Call Me Old-Fashioned, But It's Never a Good Day to Burn Books

Posted by Scalzi about 1 year ago | Permalink | Comments (4)

This used bookstore owner had too many books that he couldn’t sell – so he tried giving them away to libraries and thrift stores, but they didn’t want them, either. “So he’s burning them instead:”http://www.cnn.com/2007/US/05/28/book.burning.ap/index.html

Wayne began burning his books protest what he sees as society’s diminishing support for the printed word.

“This is the funeral pyre for thought in America today,” Wayne told spectators outside his bookstore as he lit the first batch of books…

“After slogging through the tens of thousands of books we’ve slogged through and to accumulate that many and to have people turn you away when you take them somewhere, it’s just kind of a knee-jerk reaction,” he said. “And it’s a good excuse for fun.”

Okay, you know what? That’s just stupid. I feel the same way about burning books that lots of people feel about burning flags: I find it offensive and morally reprehensible (I’m not big on burning flags in protest, either, come to think of it). Burning books is what you do when you want to kill thought, not when you want to protest its absence. I’m sorry this dude couldn’t clear out unwanted inventory, but having a book barbecue isn’t the way to do it.

Grumble grumble.

Comments

  1. uselessness' Buddy Iconuselessness

    Posted about 1 year ago

    I guess I take a more existential stance. A book is just a bunch of bound paper; a flag is just a piece of cloth. I won’t follow the flag analogy any further because that’s opening a political can of worms that isn’t worth discussing here. However, with books, it’s the content that matters, not the pages themselves. I look forward to the day when e-ink and digital tablets replaces traditional books, provided we can secure all the old content in the new medium. Don’t get me wrong, paper books have a certain tactile and sensory niceness, and historical value worth preservation. Ultimately though, I don’t get upset at what this guy did. Except that maybe he should have recycled all that paper.

  2. Mary Robinette Kowal's Buddy IconMary Robinette Kowal

    Posted about 1 year ago

    Ugh. I read about this elsewhere and was so pissed off by it. I mean, the guy clearly didn’t try very hard to give away his books. I mean libraries and thrift stores are the wrong places—prisons, sending them overseas to the military, freecycle… Heck, just leaving boxes on the street would work. And recycling too.

  3. Annajane's Buddy IconAnnajane

    Posted about 1 year ago

    My Dad was about to pop a vein when I saw him this weekend because his town - overnight - decided to close the local library until further notice:

    http://www.townonline.com/saugus/homepage/x1918749870

  4. Robotech_Master's Buddy IconRobotech_Master

    Posted about 1 year ago

    Yeah, the fellow calls it a “protest.” But when you get right down to it, it’s really more of a publicity stunt. According to people local to KC I ’ve heard from, the store really didn’t have a good location, any parking, much floor space, or a very good selection of books available—and there’s a Half Price books nearby with more parking and better floor space.

    And here by burning a bunch of books that he would probably otherwise have just tossed in a dumpster, this particular bookstore owner gets mentioned in hundreds of papers. Pretty slick move on that guy’s part, as centuries of history have hardwired us to react in something akin to horror at the idea of burning books when we probably wouldn’t bat an eye at just tossing them. I can guarantee you several orders of magnitude more books than that guy is burning are “stripped” and dropped in bookstore dumpsters every month.

    On the one hand, I have to admire the guy’s chutzpah. On the other, I have a hard time seeing what the big deal is about burning ‘em instead of just tossing ‘em.

    In a larger sense, though, I think the writing is on the wall for used bookstores; people are becoming savvy to the fact that the Internet has a much better selection of both new and used, and they don’t have to spend the gas and time to browse through shelves that might not even contain what they want.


- WHAT IS EXPECTED
Output each entry verbatim. Leave the images out.

- STORED DATA
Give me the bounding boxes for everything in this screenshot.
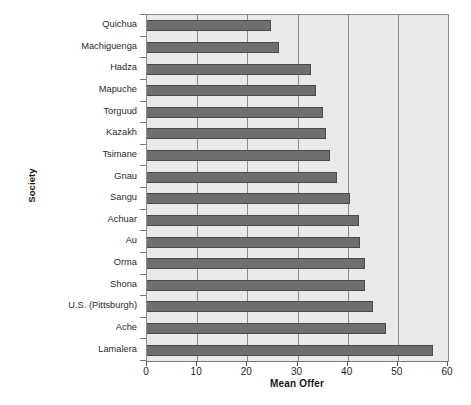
bar-row bbox=[147, 80, 448, 102]
category-label: Quichua bbox=[42, 14, 142, 36]
bar-row bbox=[147, 15, 448, 37]
bar bbox=[147, 301, 373, 312]
plot-area bbox=[146, 14, 449, 362]
bar bbox=[147, 128, 326, 139]
category-label: Ache bbox=[42, 317, 142, 339]
x-axis-tick-label: 40 bbox=[341, 366, 352, 377]
bar bbox=[147, 150, 330, 161]
bar bbox=[147, 64, 311, 75]
x-axis-tick-label: 20 bbox=[241, 366, 252, 377]
bar bbox=[147, 345, 433, 356]
category-label-column: QuichuaMachiguengaHadzaMapucheTorguudKaz… bbox=[42, 14, 142, 360]
category-label: Lamalera bbox=[42, 338, 142, 360]
bar bbox=[147, 323, 386, 334]
bar-row bbox=[147, 296, 448, 318]
x-axis-tick-label: 10 bbox=[191, 366, 202, 377]
category-label: Achuar bbox=[42, 209, 142, 231]
category-label: Mapuche bbox=[42, 79, 142, 101]
bar-row bbox=[147, 231, 448, 253]
y-axis-tick bbox=[140, 187, 146, 188]
category-label: Hadza bbox=[42, 57, 142, 79]
bar-row bbox=[147, 58, 448, 80]
bar-series bbox=[147, 15, 448, 361]
y-axis-tick bbox=[140, 79, 146, 80]
bar-row bbox=[147, 166, 448, 188]
y-axis-tick bbox=[140, 36, 146, 37]
bar bbox=[147, 42, 279, 53]
y-axis-tick bbox=[140, 252, 146, 253]
bar bbox=[147, 193, 350, 204]
bar-row bbox=[147, 339, 448, 361]
category-label: Machiguenga bbox=[42, 36, 142, 58]
category-label: U.S. (Pittsburgh) bbox=[42, 295, 142, 317]
bar-row bbox=[147, 102, 448, 124]
y-axis-tick bbox=[140, 274, 146, 275]
y-axis-title-text: Society bbox=[26, 168, 37, 203]
y-axis-tick bbox=[140, 57, 146, 58]
x-axis-tick-label: 0 bbox=[143, 366, 149, 377]
y-axis-tick bbox=[140, 230, 146, 231]
bar-row bbox=[147, 253, 448, 275]
bar-row bbox=[147, 37, 448, 59]
y-axis-tick bbox=[140, 165, 146, 166]
y-axis-tick bbox=[140, 144, 146, 145]
category-label: Gnau bbox=[42, 165, 142, 187]
category-label: Shona bbox=[42, 274, 142, 296]
bar-chart-figure: Society QuichuaMachiguengaHadzaMapucheTo… bbox=[0, 0, 471, 405]
y-axis-tick bbox=[140, 295, 146, 296]
bar bbox=[147, 237, 360, 248]
bar bbox=[147, 258, 365, 269]
bar-row bbox=[147, 123, 448, 145]
bar bbox=[147, 107, 323, 118]
x-axis-tick-label: 30 bbox=[291, 366, 302, 377]
y-axis-tick bbox=[140, 209, 146, 210]
category-label: Kazakh bbox=[42, 122, 142, 144]
y-axis-tick bbox=[140, 14, 146, 15]
bar bbox=[147, 85, 316, 96]
y-axis-tick bbox=[140, 338, 146, 339]
bar bbox=[147, 172, 337, 183]
x-axis-tick-label: 50 bbox=[391, 366, 402, 377]
category-label: Sangu bbox=[42, 187, 142, 209]
bar-row bbox=[147, 318, 448, 340]
bar-row bbox=[147, 145, 448, 167]
category-label: Orma bbox=[42, 252, 142, 274]
bar-row bbox=[147, 275, 448, 297]
bar-row bbox=[147, 210, 448, 232]
bar-row bbox=[147, 188, 448, 210]
y-axis-tick bbox=[140, 101, 146, 102]
bar bbox=[147, 280, 365, 291]
category-label: Au bbox=[42, 230, 142, 252]
bar bbox=[147, 215, 359, 226]
bar bbox=[147, 20, 271, 31]
x-axis-tick-label: 60 bbox=[441, 366, 452, 377]
y-axis-tick bbox=[140, 317, 146, 318]
y-axis-tick bbox=[140, 360, 146, 361]
y-axis-title: Society bbox=[22, 0, 40, 370]
category-label: Tsimane bbox=[42, 144, 142, 166]
x-axis-title: Mean Offer bbox=[146, 378, 448, 389]
y-axis-tick bbox=[140, 122, 146, 123]
category-label: Torguud bbox=[42, 101, 142, 123]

- WRITTEN RESPONSE
Give me the bounding boxes for everything in this screenshot.
bar-row bbox=[147, 80, 448, 102]
category-label: Quichua bbox=[42, 14, 142, 36]
bar-row bbox=[147, 15, 448, 37]
bar bbox=[147, 301, 373, 312]
plot-area bbox=[146, 14, 449, 362]
bar bbox=[147, 128, 326, 139]
category-label: Ache bbox=[42, 317, 142, 339]
x-axis-tick-label: 40 bbox=[341, 366, 352, 377]
bar bbox=[147, 150, 330, 161]
bar bbox=[147, 64, 311, 75]
x-axis-tick-label: 20 bbox=[241, 366, 252, 377]
bar bbox=[147, 345, 433, 356]
category-label-column: QuichuaMachiguengaHadzaMapucheTorguudKaz… bbox=[42, 14, 142, 360]
category-label: Lamalera bbox=[42, 338, 142, 360]
bar bbox=[147, 323, 386, 334]
bar-row bbox=[147, 296, 448, 318]
x-axis-tick-label: 10 bbox=[191, 366, 202, 377]
category-label: Achuar bbox=[42, 209, 142, 231]
category-label: Mapuche bbox=[42, 79, 142, 101]
bar-row bbox=[147, 231, 448, 253]
y-axis-tick bbox=[140, 187, 146, 188]
category-label: Hadza bbox=[42, 57, 142, 79]
bar-row bbox=[147, 58, 448, 80]
bar-series bbox=[147, 15, 448, 361]
y-axis-tick bbox=[140, 79, 146, 80]
bar-row bbox=[147, 166, 448, 188]
y-axis-tick bbox=[140, 36, 146, 37]
bar bbox=[147, 42, 279, 53]
y-axis-tick bbox=[140, 252, 146, 253]
bar bbox=[147, 193, 350, 204]
bar-row bbox=[147, 339, 448, 361]
category-label: Machiguenga bbox=[42, 36, 142, 58]
category-label: U.S. (Pittsburgh) bbox=[42, 295, 142, 317]
bar-row bbox=[147, 102, 448, 124]
y-axis-tick bbox=[140, 274, 146, 275]
y-axis-title-text: Society bbox=[26, 168, 37, 203]
y-axis-tick bbox=[140, 57, 146, 58]
x-axis-tick-label: 0 bbox=[143, 366, 149, 377]
y-axis-tick bbox=[140, 230, 146, 231]
bar-row bbox=[147, 253, 448, 275]
bar-row bbox=[147, 37, 448, 59]
y-axis-tick bbox=[140, 165, 146, 166]
y-axis-tick bbox=[140, 144, 146, 145]
category-label: Gnau bbox=[42, 165, 142, 187]
category-label: Shona bbox=[42, 274, 142, 296]
bar-chart-figure: Society QuichuaMachiguengaHadzaMapucheTo… bbox=[0, 0, 471, 405]
y-axis-tick bbox=[140, 295, 146, 296]
bar bbox=[147, 237, 360, 248]
bar bbox=[147, 258, 365, 269]
bar-row bbox=[147, 123, 448, 145]
bar bbox=[147, 107, 323, 118]
x-axis-tick-label: 30 bbox=[291, 366, 302, 377]
y-axis-tick bbox=[140, 209, 146, 210]
category-label: Kazakh bbox=[42, 122, 142, 144]
y-axis-tick bbox=[140, 14, 146, 15]
bar bbox=[147, 85, 316, 96]
y-axis-tick bbox=[140, 338, 146, 339]
bar bbox=[147, 172, 337, 183]
x-axis-tick-label: 50 bbox=[391, 366, 402, 377]
category-label: Sangu bbox=[42, 187, 142, 209]
bar-row bbox=[147, 318, 448, 340]
bar-row bbox=[147, 145, 448, 167]
category-label: Orma bbox=[42, 252, 142, 274]
bar-row bbox=[147, 275, 448, 297]
bar-row bbox=[147, 210, 448, 232]
bar-row bbox=[147, 188, 448, 210]
y-axis-tick bbox=[140, 101, 146, 102]
bar bbox=[147, 280, 365, 291]
category-label: Au bbox=[42, 230, 142, 252]
bar bbox=[147, 215, 359, 226]
bar bbox=[147, 20, 271, 31]
x-axis-tick-label: 60 bbox=[441, 366, 452, 377]
y-axis-tick bbox=[140, 317, 146, 318]
y-axis-tick bbox=[140, 360, 146, 361]
y-axis-title: Society bbox=[22, 0, 40, 370]
category-label: Tsimane bbox=[42, 144, 142, 166]
x-axis-title: Mean Offer bbox=[146, 378, 448, 389]
y-axis-tick bbox=[140, 122, 146, 123]
category-label: Torguud bbox=[42, 101, 142, 123]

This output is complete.